Today we are pleased to bring back a favorite feature here at AMS::ATX—-5 Questions! Today’s interview introduces you to Dr. James H. Cox, AMS affiliate faculty member in English and author of the forthcoming book, The Red Land to the South: American Indian Writers and Indigenous Mexico.
What has been your favorite project to work on and why?
My most recent project was on American Indian writers who traveled to Mexico and wrote about it and its indigenous population. This was an exciting project because I was thinking about comparative indigeneities, about the way indigeneity is experienced in the United States and Mexico, and how it’s experienced when people are crossing the border as well. I enjoyed it because I was writing about a time period in American Indian writing that has been largely neglected by literature scholars, and overlooked by historians, too. This period falls between the progressive and civil rights eras – it looks like an empty four decades, but the period is actually full of manuscripts and published works that only a few people have studied in depth. The genre diversity within the project is fun as well – I worked with detective novels, worked with plays, which I had never done before, and nonfiction. I was going outside of the more conventional literary genres, reading biographies and memoirs and histories by Native authors.

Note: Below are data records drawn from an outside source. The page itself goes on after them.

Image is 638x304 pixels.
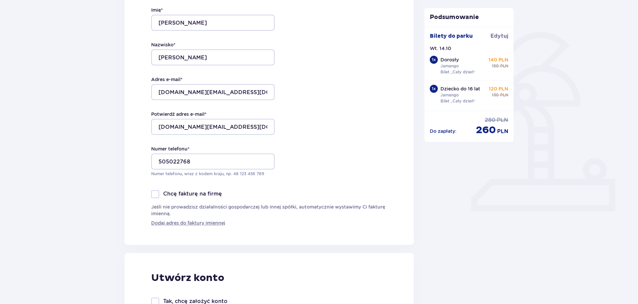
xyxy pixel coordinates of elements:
p: Chcę fakturę na firmę [163,190,222,197]
p: Dziecko do 16 lat [440,85,480,92]
a: Dodaj adres do faktury imiennej [151,219,225,226]
span: PLN [497,116,508,124]
label: Potwierdź adres e-mail * [151,111,206,117]
span: PLN [497,128,508,135]
p: 120 PLN [489,85,508,92]
p: Dorosły [440,56,459,63]
p: Bilet „Cały dzień” [440,69,475,75]
div: 1 x [430,56,438,64]
input: Numer telefonu [151,153,274,169]
p: Jamango [440,92,459,98]
input: Potwierdź adres e-mail [151,119,274,135]
p: Do zapłaty : [430,128,456,134]
div: 1 x [430,85,438,93]
label: Adres e-mail * [151,76,182,83]
span: Edytuj [490,32,508,40]
input: Nazwisko [151,49,274,65]
label: Nazwisko * [151,41,175,48]
p: Jamango [440,63,459,69]
p: 140 PLN [488,56,508,63]
p: Wt. 14.10 [430,45,451,52]
p: Bilety do parku [430,32,473,40]
p: Jeśli nie prowadzisz działalności gospodarczej lub innej spółki, automatycznie wystawimy Ci faktu... [151,203,387,217]
span: 260 [476,124,496,136]
p: Utwórz konto [151,271,224,284]
input: Adres e-mail [151,84,274,100]
p: Bilet „Cały dzień” [440,98,475,104]
label: Imię * [151,7,163,13]
p: Numer telefonu, wraz z kodem kraju, np. 48 ​123 ​456 ​789 [151,171,274,177]
span: 150 [492,63,499,69]
span: 130 [492,92,499,98]
label: Numer telefonu * [151,145,189,152]
span: 280 [485,116,495,124]
span: PLN [500,92,508,98]
span: PLN [500,63,508,69]
input: Imię [151,15,274,31]
p: Podsumowanie [424,13,514,21]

Additionally, I’ve just started a new project that I’m really stoked about. One of the writers in the American Indians in Mexico project is Lynn Riggs, a Cherokee dramatist who published between 15-20 plays, a book of cowboy songs, and a book of poetry during his life. He wrote about 10 other plays that went unproduced and unpublished. In 1931, he also made an experimental film with a director named James Hughes and with guidance from several fairly well known cinematographers from Hollywood, including Henwar Rodakiewicz. It is a 15 minute film of a day in Santa Fe. When the film was complete, he showed it first to the literary crowd–Alice Corbin Henderson, Spud Johnson–in Santa Fe at that time. It’s a silent movie, and he interspersed it with a poem of his called “Santo Domingo Corn Dance.” There are two dominant images in the film. One is of a huge cross outside a church in Santa Fe, and then there’s a dance by local indigenous people. So I’m going to Santa Fe and the New Mexico historical archives. In particular, I want to know who the dancers are. If the dance in the film is actually the corn dance, then Riggs violated a prohibition against filming it. I suspect it wasn’t, but, if so, I’d like to know how and why Riggs staged it the way he did for the film. I’m also interested in his multicultural conception of Santa Fe at the time: there are Mexican Americans, Native Americans, Anglos, interspersed throughout the entire film; and I’m interested in the images too of the cross and the corn dance and how he’s playing with both of them to convey a sense of the religious identity of this place.